Speaker
Description
Potassium dihydrogen phosphate, KH$_2$PO$_4$ (KDP), is a classic, broadly used ferroelectric material. It is a model system of an order-disorder material, with a Curie temperature $T_C$ of 123 K. Above this temperature, it is a tetragonal paraelectric. Below, it becomes orthorhombic. In the 1940s, Slater wrote an order-disorder theory to describe rather well the physics of KDP [1]. However, his theory failed to describe why the polarization doesn’t change below the ordering temperature, and why $T_C$ increases when hydrogen is replaced by deuterium. Therefore, it was understood that phonons must also play a role, through coupling to the proton which tunnels in a double well potential [2]. How exactly this happens remained unclear for a long time [3].

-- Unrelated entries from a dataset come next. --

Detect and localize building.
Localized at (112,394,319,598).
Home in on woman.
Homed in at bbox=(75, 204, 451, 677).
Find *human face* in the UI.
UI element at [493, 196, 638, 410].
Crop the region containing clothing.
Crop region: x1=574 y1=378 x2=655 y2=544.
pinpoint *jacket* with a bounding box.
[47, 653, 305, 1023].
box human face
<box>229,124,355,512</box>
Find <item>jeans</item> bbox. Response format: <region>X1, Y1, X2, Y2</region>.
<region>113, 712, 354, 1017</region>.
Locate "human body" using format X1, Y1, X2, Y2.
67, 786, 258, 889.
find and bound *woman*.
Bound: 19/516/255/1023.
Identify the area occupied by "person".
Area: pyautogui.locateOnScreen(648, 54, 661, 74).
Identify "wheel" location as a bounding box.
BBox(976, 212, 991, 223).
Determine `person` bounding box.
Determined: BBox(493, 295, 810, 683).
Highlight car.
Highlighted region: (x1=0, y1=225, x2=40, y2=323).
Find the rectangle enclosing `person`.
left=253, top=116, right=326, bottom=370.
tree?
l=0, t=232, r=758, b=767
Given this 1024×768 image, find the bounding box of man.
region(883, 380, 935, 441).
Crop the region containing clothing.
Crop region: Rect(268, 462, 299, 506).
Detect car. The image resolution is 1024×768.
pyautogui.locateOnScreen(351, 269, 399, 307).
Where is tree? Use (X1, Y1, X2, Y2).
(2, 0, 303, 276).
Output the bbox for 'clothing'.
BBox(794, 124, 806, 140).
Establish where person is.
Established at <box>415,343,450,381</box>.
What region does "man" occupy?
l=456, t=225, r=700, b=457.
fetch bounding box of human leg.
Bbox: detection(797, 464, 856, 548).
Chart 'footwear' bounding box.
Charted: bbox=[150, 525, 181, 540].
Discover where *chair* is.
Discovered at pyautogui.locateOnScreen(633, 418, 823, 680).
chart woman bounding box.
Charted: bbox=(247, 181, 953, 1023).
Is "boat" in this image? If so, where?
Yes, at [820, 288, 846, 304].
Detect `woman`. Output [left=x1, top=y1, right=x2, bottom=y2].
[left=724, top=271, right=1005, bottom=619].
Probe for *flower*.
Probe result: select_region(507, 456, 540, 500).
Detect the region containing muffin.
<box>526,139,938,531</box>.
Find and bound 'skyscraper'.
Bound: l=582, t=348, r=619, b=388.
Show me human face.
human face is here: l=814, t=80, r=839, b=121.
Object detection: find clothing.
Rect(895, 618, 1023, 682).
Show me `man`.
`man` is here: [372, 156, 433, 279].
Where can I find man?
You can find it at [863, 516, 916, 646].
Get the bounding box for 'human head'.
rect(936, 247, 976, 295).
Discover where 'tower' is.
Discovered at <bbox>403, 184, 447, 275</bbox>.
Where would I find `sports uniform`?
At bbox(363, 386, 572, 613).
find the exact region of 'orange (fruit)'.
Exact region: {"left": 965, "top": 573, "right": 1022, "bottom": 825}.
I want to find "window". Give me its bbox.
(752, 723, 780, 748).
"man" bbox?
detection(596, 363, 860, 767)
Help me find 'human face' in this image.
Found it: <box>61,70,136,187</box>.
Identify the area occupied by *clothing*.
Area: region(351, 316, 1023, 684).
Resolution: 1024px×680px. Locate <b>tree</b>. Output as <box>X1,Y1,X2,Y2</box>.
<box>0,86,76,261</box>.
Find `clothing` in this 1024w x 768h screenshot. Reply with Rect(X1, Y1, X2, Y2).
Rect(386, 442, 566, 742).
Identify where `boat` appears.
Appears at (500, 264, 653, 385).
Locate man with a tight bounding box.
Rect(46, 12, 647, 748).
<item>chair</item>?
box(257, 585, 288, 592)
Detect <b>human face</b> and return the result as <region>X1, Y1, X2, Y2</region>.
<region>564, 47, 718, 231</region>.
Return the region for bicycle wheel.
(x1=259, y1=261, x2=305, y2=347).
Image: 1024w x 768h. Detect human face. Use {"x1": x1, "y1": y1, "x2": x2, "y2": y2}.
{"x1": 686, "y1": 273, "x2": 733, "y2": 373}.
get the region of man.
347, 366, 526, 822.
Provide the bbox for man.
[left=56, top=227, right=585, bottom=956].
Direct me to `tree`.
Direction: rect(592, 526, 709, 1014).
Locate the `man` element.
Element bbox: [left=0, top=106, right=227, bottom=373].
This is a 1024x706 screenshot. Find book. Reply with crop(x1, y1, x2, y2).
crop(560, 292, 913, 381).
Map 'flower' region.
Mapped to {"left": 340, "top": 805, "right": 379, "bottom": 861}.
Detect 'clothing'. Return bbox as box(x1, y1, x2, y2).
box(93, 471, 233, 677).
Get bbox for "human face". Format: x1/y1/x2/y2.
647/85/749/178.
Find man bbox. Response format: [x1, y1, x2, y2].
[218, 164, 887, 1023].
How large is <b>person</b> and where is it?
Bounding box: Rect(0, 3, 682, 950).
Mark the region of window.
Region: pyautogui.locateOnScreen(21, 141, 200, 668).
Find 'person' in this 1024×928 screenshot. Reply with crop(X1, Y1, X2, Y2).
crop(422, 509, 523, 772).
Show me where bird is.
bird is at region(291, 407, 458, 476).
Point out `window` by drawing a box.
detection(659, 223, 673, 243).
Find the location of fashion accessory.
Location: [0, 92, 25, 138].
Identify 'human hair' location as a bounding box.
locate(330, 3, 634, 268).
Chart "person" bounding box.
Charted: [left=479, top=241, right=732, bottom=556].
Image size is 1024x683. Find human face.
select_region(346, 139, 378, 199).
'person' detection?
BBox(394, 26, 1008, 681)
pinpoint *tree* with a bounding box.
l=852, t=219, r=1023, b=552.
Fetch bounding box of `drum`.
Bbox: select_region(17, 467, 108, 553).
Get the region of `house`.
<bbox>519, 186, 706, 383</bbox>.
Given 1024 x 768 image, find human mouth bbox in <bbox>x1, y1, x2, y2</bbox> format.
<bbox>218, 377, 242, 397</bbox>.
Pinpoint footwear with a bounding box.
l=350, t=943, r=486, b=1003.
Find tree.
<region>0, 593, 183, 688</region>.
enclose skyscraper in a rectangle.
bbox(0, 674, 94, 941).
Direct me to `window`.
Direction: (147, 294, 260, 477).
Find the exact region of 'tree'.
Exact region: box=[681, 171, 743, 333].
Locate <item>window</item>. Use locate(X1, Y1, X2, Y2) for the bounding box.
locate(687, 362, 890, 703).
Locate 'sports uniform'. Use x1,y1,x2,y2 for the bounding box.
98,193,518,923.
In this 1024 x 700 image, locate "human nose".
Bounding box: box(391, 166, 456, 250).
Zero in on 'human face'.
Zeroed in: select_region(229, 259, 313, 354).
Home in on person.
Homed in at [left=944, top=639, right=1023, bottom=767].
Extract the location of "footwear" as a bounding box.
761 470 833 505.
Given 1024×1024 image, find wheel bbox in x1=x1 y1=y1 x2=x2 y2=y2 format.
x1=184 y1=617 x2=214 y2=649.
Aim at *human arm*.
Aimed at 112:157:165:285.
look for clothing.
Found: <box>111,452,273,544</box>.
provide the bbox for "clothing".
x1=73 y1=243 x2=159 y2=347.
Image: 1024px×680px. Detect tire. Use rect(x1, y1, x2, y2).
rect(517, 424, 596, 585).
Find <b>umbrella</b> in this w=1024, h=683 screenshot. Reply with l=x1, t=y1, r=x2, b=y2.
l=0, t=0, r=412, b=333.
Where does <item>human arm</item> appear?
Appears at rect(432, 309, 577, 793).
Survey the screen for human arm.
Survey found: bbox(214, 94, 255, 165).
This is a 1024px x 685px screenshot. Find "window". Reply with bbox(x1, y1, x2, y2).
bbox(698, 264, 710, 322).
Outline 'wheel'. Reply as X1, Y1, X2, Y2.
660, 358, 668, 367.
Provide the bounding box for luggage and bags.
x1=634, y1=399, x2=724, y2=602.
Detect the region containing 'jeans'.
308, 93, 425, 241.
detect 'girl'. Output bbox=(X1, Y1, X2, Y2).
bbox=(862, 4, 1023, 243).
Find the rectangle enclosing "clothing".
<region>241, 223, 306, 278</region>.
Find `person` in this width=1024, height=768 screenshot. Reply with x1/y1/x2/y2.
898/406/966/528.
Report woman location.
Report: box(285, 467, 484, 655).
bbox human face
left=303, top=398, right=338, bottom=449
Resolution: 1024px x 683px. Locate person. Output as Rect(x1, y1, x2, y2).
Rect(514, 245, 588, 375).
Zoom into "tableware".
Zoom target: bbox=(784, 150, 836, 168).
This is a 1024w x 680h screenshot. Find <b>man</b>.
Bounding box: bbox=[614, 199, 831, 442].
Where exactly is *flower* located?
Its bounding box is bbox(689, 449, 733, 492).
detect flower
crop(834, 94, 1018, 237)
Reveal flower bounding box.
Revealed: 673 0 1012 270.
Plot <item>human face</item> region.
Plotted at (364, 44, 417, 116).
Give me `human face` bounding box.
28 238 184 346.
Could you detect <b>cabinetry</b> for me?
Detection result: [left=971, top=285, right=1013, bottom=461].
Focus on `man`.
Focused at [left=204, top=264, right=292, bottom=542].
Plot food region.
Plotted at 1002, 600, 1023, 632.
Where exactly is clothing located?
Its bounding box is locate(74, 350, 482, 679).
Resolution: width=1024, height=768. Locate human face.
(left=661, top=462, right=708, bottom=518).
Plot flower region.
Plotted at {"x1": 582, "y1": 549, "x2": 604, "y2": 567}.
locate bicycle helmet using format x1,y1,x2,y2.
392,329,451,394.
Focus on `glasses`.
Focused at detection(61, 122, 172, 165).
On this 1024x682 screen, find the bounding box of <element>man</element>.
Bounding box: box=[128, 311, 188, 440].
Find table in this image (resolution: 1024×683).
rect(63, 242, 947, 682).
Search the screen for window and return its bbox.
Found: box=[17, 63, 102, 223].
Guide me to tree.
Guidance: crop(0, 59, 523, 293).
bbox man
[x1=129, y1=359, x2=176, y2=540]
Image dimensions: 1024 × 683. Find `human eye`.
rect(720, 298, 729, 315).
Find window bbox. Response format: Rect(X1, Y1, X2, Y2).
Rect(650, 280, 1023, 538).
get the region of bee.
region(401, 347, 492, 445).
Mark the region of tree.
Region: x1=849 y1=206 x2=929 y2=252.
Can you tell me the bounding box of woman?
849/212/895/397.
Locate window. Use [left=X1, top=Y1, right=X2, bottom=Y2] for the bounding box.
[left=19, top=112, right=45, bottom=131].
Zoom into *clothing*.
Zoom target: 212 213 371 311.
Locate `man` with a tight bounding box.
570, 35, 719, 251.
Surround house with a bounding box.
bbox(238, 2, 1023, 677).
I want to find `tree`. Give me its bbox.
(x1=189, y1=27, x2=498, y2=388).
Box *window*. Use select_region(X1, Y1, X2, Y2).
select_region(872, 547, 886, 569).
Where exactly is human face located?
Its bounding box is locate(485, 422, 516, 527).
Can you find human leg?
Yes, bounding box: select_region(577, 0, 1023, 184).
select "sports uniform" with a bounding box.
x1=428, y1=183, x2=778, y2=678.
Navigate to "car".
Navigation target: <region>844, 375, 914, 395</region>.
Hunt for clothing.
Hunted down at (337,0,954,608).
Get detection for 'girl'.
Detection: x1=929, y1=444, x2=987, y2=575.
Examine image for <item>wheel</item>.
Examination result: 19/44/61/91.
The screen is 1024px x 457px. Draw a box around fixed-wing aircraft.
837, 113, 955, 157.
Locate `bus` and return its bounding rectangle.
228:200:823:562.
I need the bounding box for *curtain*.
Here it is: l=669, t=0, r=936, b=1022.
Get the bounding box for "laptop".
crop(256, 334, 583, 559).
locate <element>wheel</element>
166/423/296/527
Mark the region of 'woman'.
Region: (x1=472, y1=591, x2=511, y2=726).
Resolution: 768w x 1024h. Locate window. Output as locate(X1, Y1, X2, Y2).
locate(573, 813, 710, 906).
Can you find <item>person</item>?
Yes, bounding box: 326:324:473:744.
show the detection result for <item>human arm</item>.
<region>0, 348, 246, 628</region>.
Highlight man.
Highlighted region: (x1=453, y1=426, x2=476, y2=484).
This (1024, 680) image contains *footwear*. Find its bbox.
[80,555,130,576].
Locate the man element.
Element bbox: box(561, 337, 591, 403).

In our work, which spanned more than a decade and took place across two continents, we measured the far-infrared reflectivity of KDP up to 2 GPa in its ferroelectric and paraelectric phases. We identified an infrared mode that couples the hydrogen network to the lattice modes, to create the ferroelectric polarization.
[1] J. C. Slater, Theory of the Transition in KH$_2$PO$_4$, TheJournal of Chemical Physics 9, 16 (1941).
[2] J. Pirenne, On the ferroelectricity of KH$_2$PO$_4$ and KD$_2$PO$_4$ crystals, Physica 15, 1019 (1949).
[3] P. Simon and F. Gervais, Phase-transition mechanism in RbH$_2$PO$_4$-type ferroelectrics, Phys. Rev. B 32, 468 (1985).